Margaret Atwood

Margaret Atwood
Margaret Eleanor Atwood, CC OOnt FRSCis a Canadian poet, novelist, literary critic, essayist, and environmental activist. She is a winner of the Arthur C. Clarke Award and Prince of Asturias Award for Literature, has been shortlisted for the Booker Prize five times, winning once, and has been a finalist for the Governor General's Award several times, winning twice. In 2001, she was inducted into Canada's Walk of Fame. She is also a founder of the Writers' Trust of Canada, a...
NationalityCanadian
ProfessionPoet
Date of Birth18 November 1939
CityOttawa, Canada
CountryCanada
. . . time is compressed like the fist I close on my knee. . . . I hold inside it the clues and solutions and the power for what I must do now.
Once upon a time you could wander around one country, then the next and then maybe you'd go to England or wherever. Now they all want you to do it at the same time and you can't. It's just not physically possible.
The sands of time are quicksands ... so much can sink into them without a trace.
Time is not a thing that passes ... it's a sea on which you float.
You don't look back along time but down through it, like water. Sometimes this comes to the surface, sometimes that, sometimes nothing. Nothing goes away.
Time is not a line but a dimension, like the dimensions of space. If you can bend space you can bend time also, and if you knew enough and could move faster than light you could travel backwards in time and exist in two places at once.
Once upon a time, novelists of the 19th century, such as Charles Dickens, published in serial form.
We are silent, considering shortfalls. There's not much time left, for us to become what we once intended. Jon had potential, but it's not a word that can be used comfortably any more. Potential has a shelf-life.
Time has not stood still. It has washed over me, washed me away, as if I'm nothing more than a woman of sand, left by a careless child too near the water.
Time is not a line but a dimension, like the dimensions of space.
They all disowned their parents long ago, the way you are supposed to
Put yourself in a different room, that's what the mind is for.
I've never bought into any sort of hard and fast, this-box/that-box characterization. People are individuals. Yes, they may be expected to be a particular way. But that doesn't mean they're going to be that way.
I think of this as a democratizing device.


Task requirements –
Nothing in the data may be omitted; output it all verbatim.

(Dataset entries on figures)
╔══
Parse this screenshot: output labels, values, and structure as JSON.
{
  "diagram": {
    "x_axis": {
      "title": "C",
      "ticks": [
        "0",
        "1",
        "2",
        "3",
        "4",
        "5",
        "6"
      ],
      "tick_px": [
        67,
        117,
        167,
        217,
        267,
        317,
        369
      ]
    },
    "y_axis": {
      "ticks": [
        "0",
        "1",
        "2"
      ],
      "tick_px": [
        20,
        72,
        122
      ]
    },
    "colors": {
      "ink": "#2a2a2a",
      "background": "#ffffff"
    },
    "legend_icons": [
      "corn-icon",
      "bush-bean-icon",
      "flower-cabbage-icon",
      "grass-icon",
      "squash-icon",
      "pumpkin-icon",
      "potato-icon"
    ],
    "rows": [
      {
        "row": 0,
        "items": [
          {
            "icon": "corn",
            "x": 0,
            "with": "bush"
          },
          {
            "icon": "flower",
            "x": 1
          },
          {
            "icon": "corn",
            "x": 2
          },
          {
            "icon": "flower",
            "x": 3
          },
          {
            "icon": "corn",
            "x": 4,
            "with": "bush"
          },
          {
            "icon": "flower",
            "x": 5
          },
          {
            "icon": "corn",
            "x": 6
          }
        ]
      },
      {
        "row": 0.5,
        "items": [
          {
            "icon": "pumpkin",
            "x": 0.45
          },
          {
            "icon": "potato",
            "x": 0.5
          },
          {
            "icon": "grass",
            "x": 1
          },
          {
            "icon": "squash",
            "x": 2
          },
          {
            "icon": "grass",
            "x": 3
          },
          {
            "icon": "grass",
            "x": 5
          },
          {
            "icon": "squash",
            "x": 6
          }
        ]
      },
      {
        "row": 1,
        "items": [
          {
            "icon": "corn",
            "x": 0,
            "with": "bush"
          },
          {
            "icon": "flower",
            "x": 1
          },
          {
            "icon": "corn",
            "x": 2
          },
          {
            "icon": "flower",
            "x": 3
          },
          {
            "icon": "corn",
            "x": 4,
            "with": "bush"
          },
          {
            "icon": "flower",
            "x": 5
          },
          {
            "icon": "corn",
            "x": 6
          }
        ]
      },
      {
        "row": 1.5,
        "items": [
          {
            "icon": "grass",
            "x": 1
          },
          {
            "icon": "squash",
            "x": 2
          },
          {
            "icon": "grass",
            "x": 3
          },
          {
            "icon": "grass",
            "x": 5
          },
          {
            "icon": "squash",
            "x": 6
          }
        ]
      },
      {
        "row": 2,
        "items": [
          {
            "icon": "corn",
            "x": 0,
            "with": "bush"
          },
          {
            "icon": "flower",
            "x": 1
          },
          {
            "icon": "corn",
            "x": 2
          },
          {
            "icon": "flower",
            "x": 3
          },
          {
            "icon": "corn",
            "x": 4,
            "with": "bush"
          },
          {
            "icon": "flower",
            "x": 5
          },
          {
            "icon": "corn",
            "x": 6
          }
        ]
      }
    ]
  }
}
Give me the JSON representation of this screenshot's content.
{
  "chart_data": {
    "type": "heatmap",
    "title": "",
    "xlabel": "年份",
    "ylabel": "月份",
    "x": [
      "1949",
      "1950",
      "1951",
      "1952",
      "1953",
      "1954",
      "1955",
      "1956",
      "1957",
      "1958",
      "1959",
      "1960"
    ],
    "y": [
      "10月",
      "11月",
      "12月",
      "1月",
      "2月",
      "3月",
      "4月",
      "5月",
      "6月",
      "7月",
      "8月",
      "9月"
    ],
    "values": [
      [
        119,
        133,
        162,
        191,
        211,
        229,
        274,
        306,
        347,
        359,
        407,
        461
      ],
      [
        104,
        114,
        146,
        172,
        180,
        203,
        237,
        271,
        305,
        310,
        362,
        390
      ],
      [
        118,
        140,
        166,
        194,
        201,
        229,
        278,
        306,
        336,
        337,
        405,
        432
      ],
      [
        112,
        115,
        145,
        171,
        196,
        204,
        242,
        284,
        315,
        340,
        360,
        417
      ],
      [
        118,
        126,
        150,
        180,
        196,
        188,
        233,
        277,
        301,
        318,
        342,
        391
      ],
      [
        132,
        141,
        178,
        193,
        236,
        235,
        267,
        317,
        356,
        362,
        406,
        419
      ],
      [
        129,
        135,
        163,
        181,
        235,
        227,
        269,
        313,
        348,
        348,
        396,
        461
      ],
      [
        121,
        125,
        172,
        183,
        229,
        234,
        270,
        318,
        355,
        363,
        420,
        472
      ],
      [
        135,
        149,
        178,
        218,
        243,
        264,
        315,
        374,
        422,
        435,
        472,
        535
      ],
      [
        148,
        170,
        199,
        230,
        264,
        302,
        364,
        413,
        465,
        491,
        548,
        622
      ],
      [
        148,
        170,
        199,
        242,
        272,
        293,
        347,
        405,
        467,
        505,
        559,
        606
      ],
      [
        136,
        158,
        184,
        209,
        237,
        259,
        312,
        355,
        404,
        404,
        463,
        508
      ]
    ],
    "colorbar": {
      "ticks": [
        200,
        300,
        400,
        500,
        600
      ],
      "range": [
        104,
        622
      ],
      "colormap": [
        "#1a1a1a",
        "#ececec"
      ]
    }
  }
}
╚══
Reply –
Parse this screenshot: output labels, values, and structure as JSON.
{
  "diagram": {
    "x_axis": {
      "title": "C",
      "ticks": [
        "0",
        "1",
        "2",
        "3",
        "4",
        "5",
        "6"
      ],
      "tick_px": [
        67,
        117,
        167,
        217,
        267,
        317,
        369
      ]
    },
    "y_axis": {
      "ticks": [
        "0",
        "1",
        "2"
      ],
      "tick_px": [
        20,
        72,
        122
      ]
    },
    "colors": {
      "ink": "#2a2a2a",
      "background": "#ffffff"
    },
    "legend_icons": [
      "corn-icon",
      "bush-bean-icon",
      "flower-cabbage-icon",
      "grass-icon",
      "squash-icon",
      "pumpkin-icon",
      "potato-icon"
    ],
    "rows": [
      {
        "row": 0,
        "items": [
          {
            "icon": "corn",
            "x": 0,
            "with": "bush"
          },
          {
            "icon": "flower",
            "x": 1
          },
          {
            "icon": "corn",
            "x": 2
          },
          {
            "icon": "flower",
            "x": 3
          },
          {
            "icon": "corn",
            "x": 4,
            "with": "bush"
          },
          {
            "icon": "flower",
            "x": 5
          },
          {
            "icon": "corn",
            "x": 6
          }
        ]
      },
      {
        "row": 0.5,
        "items": [
          {
            "icon": "pumpkin",
            "x": 0.45
          },
          {
            "icon": "potato",
            "x": 0.5
          },
          {
            "icon": "grass",
            "x": 1
          },
          {
            "icon": "squash",
            "x": 2
          },
          {
            "icon": "grass",
            "x": 3
          },
          {
            "icon": "grass",
            "x": 5
          },
          {
            "icon": "squash",
            "x": 6
          }
        ]
      },
      {
        "row": 1,
        "items": [
          {
            "icon": "corn",
            "x": 0,
            "with": "bush"
          },
          {
            "icon": "flower",
            "x": 1
          },
          {
            "icon": "corn",
            "x": 2
          },
          {
            "icon": "flower",
            "x": 3
          },
          {
            "icon": "corn",
            "x": 4,
            "with": "bush"
          },
          {
            "icon": "flower",
            "x": 5
          },
          {
            "icon": "corn",
            "x": 6
          }
        ]
      },
      {
        "row": 1.5,
        "items": [
          {
            "icon": "grass",
            "x": 1
          },
          {
            "icon": "squash",
            "x": 2
          },
          {
            "icon": "grass",
            "x": 3
          },
          {
            "icon": "grass",
            "x": 5
          },
          {
            "icon": "squash",
            "x": 6
          }
        ]
      },
      {
        "row": 2,
        "items": [
          {
            "icon": "corn",
            "x": 0,
            "with": "bush"
          },
          {
            "icon": "flower",
            "x": 1
          },
          {
            "icon": "corn",
            "x": 2
          },
          {
            "icon": "flower",
            "x": 3
          },
          {
            "icon": "corn",
            "x": 4,
            "with": "bush"
          },
          {
            "icon": "flower",
            "x": 5
          },
          {
            "icon": "corn",
            "x": 6
          }
        ]
      }
    ]
  }
}
Give me the JSON representation of this screenshot's content.
{
  "chart_data": {
    "type": "heatmap",
    "title": "",
    "xlabel": "年份",
    "ylabel": "月份",
    "x": [
      "1949",
      "1950",
      "1951",
      "1952",
      "1953",
      "1954",
      "1955",
      "1956",
      "1957",
      "1958",
      "1959",
      "1960"
    ],
    "y": [
      "10月",
      "11月",
      "12月",
      "1月",
      "2月",
      "3月",
      "4月",
      "5月",
      "6月",
      "7月",
      "8月",
      "9月"
    ],
    "values": [
      [
        119,
        133,
        162,
        191,
        211,
        229,
        274,
        306,
        347,
        359,
        407,
        461
      ],
      [
        104,
        114,
        146,
        172,
        180,
        203,
        237,
        271,
        305,
        310,
        362,
        390
      ],
      [
        118,
        140,
        166,
        194,
        201,
        229,
        278,
        306,
        336,
        337,
        405,
        432
      ],
      [
        112,
        115,
        145,
        171,
        196,
        204,
        242,
        284,
        315,
        340,
        360,
        417
      ],
      [
        118,
        126,
        150,
        180,
        196,
        188,
        233,
        277,
        301,
        318,
        342,
        391
      ],
      [
        132,
        141,
        178,
        193,
        236,
        235,
        267,
        317,
        356,
        362,
        406,
        419
      ],
      [
        129,
        135,
        163,
        181,
        235,
        227,
        269,
        313,
        348,
        348,
        396,
        461
      ],
      [
        121,
        125,
        172,
        183,
        229,
        234,
        270,
        318,
        355,
        363,
        420,
        472
      ],
      [
        135,
        149,
        178,
        218,
        243,
        264,
        315,
        374,
        422,
        435,
        472,
        535
      ],
      [
        148,
        170,
        199,
        230,
        264,
        302,
        364,
        413,
        465,
        491,
        548,
        622
      ],
      [
        148,
        170,
        199,
        242,
        272,
        293,
        347,
        405,
        467,
        505,
        559,
        606
      ],
      [
        136,
        158,
        184,
        209,
        237,
        259,
        312,
        355,
        404,
        404,
        463,
        508
      ]
    ],
    "colorbar": {
      "ticks": [
        200,
        300,
        400,
        500,
        600
      ],
      "range": [
        104,
        622
      ],
      "colormap": [
        "#1a1a1a",
        "#ececec"
      ]
    }
  }
}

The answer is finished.